An infinite fractal of mutually tangent circles, generated recursively using Descartes' Circle Theorem. Starting from three touching circles, new circles are packed into every gap — forever.
k4 = k1+k2+k3 ± 2√(k1k2+k2k3+k3k1)(k1+k2+k3+k4)² = 2(k1²+k2²+k3²+k4²)k4 = k1+k2+k3 ± 2√(k1k2+k2k3+k3k1)k4·z4 = k1z1+k2z2+k3z3 ± 2√(k1k2z1z2+k2k3z2z3+k3k1z3z1)
When the first four curvature values are integers, every circle in the gasket has an integer curvature. The famous "-1, 2, 2, 3" gasket has this property. The Hausdorff dimension of an Apollonius gasket is approximately 1.3057.
What is an Apollonius gasket?
An Apollonius gasket (also called an Apollonian gasket) is a fractal generated by starting with three mutually tangent circles, finding the circle that fits in the gap between them using Descartes' Circle Theorem, then recursively filling every new gap indefinitely. The result is an infinitely complex arrangement of tangent circles that never overlap and leave no gaps.
What is Descartes' Circle Theorem?
Descartes' Circle Theorem states that if four circles are mutually tangent, their curvatures k1, k2, k3, k4 satisfy (k1+k2+k3+k4)² = 2(k1²+k2²+k3²+k4²). Given three tangent circles, this lets us solve for the curvature of a fourth circle tangent to all three. The theorem was discovered by Rene Descartes in 1643 in a letter to Princess Elisabeth of Bohemia.
What is curvature in circle packing?
Curvature k equals 1/r where r is the circle's radius. A large curvature means a small, tightly curved circle. The outer bounding circle is assigned negative curvature because the other circles are packed inside it — this sign convention makes the Descartes theorem work correctly. Flat lines can be treated as circles with curvature zero (infinite radius).
The complex extension of Descartes' theorem gives the centre. If z = x + iy encodes each circle's centre as a complex number, then k4·z4 = k1z1 + k2z2 + k3z3 ± 2√(k1k2z1z2 + k2k3z2z3 + k3k1z3z1). The two sign choices yield the two circles that can be tangent to the triplet — one nestled inside the gap, one enclosing everything.
Yes. The gasket has Hausdorff dimension approximately 1.3057, independent of the initial configuration. It is self-similar in the sense that every interstice (gap) contains a scaled copy of the whole pattern, and the circles become arbitrarily small. The total area of the circles converges to less than the area of the bounding circle, leaving a Cantor-like residual set.
When the four initial curvatures are integers, every subsequent curvature in the gasket is also an integer. These are called Apollonian integer packings. The classic example starts with curvatures -1, 2, 2, 3. The negative -1 denotes the large enclosing circle. Number theorists study which integers appear as curvatures in Apollonian packings — it is an active research area connected to the theory of quadratic forms.
Apollonius of Perga (c. 262–190 BC) studied tangent circles in ancient Greece. Rene Descartes rediscovered the curvature relation in 1643. The modern mathematical study was formalised by Frederick Soddy (who also published Soddy's circles), and later by Graham, Lagarias, Mallows, Wilks and Zannier, who proved deep results about integer Apollonian packings in the 21st century.
The recursion is theoretically infinite, but circles quickly become smaller than a pixel. The simulation stops when a circle's radius in screen pixels falls below the minimum radius threshold (default 1 px). Increasing the threshold gives faster rendering; decreasing it reveals finer fractal detail. The depth slider provides an additional hard limit on recursion levels regardless of radius.
Yes. Use the mouse scroll wheel or the zoom slider in the HUD to zoom in, and click-drag to pan. The fractal detail visible depends on the minimum radius threshold — set it lower to see finer circles when zoomed in. On touch devices, pinch-to-zoom and swipe gestures are supported. The zoom factor is shown live in the HUD.
Circles are coloured by their generation depth in the recursion. Generation 0 circles (the initial triplet) use one hue; deeper generations shift hue along the selected palette gradient. This makes the fractal hierarchy visually clear — older, larger circles have distinct colours from the tiny nested ones. Four palettes are available: Violet, Spectrum, Ember, and Ice.
Apollonian circle packings have deep connections to number theory, hyperbolic geometry, and group theory. The set of tangency points of an Apollonian gasket is a limit set of a Kleinian group — a group of Mobius transformations of the Riemann sphere. The curvatures in integer packings satisfy congruence conditions studied via the theory of quadratic forms and the Local-Global principle for thin groups.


Within the data below, state how many lines contain the string "caption". Provide the number only.

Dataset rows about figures
%%
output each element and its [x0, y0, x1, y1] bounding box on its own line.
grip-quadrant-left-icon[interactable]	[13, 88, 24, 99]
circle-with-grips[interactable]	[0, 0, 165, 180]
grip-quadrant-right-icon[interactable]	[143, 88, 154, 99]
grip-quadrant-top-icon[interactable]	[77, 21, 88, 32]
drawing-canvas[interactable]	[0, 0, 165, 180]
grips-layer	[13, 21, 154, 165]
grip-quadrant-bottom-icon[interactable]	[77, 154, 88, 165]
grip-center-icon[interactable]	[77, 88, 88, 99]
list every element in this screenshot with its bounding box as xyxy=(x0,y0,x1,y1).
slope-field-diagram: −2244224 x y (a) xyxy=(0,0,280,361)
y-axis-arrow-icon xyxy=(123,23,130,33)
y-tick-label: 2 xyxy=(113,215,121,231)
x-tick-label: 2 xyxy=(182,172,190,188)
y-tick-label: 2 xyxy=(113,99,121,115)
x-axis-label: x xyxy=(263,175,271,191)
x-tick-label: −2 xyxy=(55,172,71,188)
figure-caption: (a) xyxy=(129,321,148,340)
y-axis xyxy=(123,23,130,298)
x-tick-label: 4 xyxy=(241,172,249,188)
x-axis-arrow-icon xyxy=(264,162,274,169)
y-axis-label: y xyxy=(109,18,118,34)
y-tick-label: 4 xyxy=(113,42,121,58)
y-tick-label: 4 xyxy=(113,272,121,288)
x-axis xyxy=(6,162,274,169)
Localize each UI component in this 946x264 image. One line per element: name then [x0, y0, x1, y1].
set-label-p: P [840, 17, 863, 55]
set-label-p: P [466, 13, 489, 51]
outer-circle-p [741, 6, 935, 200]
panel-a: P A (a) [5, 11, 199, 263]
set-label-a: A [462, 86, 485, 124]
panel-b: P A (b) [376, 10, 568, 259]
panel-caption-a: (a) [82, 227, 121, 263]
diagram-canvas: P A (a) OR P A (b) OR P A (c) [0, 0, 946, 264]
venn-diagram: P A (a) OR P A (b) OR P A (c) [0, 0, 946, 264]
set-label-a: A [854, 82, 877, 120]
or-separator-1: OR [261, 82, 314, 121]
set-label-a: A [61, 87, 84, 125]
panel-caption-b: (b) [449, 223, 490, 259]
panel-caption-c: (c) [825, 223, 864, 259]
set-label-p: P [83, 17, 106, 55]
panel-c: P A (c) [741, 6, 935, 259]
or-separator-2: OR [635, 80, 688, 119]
%%
%%
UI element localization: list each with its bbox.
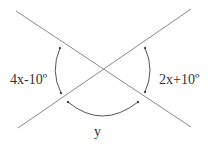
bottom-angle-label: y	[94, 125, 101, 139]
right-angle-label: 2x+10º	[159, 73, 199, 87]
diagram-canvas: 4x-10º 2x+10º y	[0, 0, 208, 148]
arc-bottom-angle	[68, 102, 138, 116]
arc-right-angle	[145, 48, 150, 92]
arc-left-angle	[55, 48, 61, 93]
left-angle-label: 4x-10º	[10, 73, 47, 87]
%%
%%
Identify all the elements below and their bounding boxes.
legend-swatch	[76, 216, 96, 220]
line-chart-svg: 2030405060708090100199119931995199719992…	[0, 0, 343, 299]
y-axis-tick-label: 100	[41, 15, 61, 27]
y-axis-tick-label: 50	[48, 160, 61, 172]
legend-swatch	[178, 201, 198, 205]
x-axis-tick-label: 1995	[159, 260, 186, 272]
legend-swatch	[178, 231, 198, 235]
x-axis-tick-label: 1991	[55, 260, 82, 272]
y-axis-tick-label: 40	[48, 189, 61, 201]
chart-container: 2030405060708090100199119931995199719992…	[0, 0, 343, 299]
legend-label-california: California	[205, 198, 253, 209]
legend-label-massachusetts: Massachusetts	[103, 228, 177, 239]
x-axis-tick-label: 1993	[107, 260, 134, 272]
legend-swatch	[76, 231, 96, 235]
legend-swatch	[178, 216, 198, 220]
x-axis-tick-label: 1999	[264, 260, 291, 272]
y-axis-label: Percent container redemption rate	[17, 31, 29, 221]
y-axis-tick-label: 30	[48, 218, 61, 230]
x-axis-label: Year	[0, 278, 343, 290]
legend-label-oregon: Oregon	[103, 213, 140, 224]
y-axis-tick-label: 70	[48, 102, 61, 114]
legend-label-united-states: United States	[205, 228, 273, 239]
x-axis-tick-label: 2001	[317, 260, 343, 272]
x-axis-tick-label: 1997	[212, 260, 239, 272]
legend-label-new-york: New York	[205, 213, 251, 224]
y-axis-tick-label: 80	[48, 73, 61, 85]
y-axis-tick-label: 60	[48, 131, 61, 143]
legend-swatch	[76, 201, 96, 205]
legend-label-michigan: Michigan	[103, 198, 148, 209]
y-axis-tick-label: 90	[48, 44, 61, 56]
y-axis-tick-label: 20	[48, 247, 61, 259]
%%
* _Finished task_: 4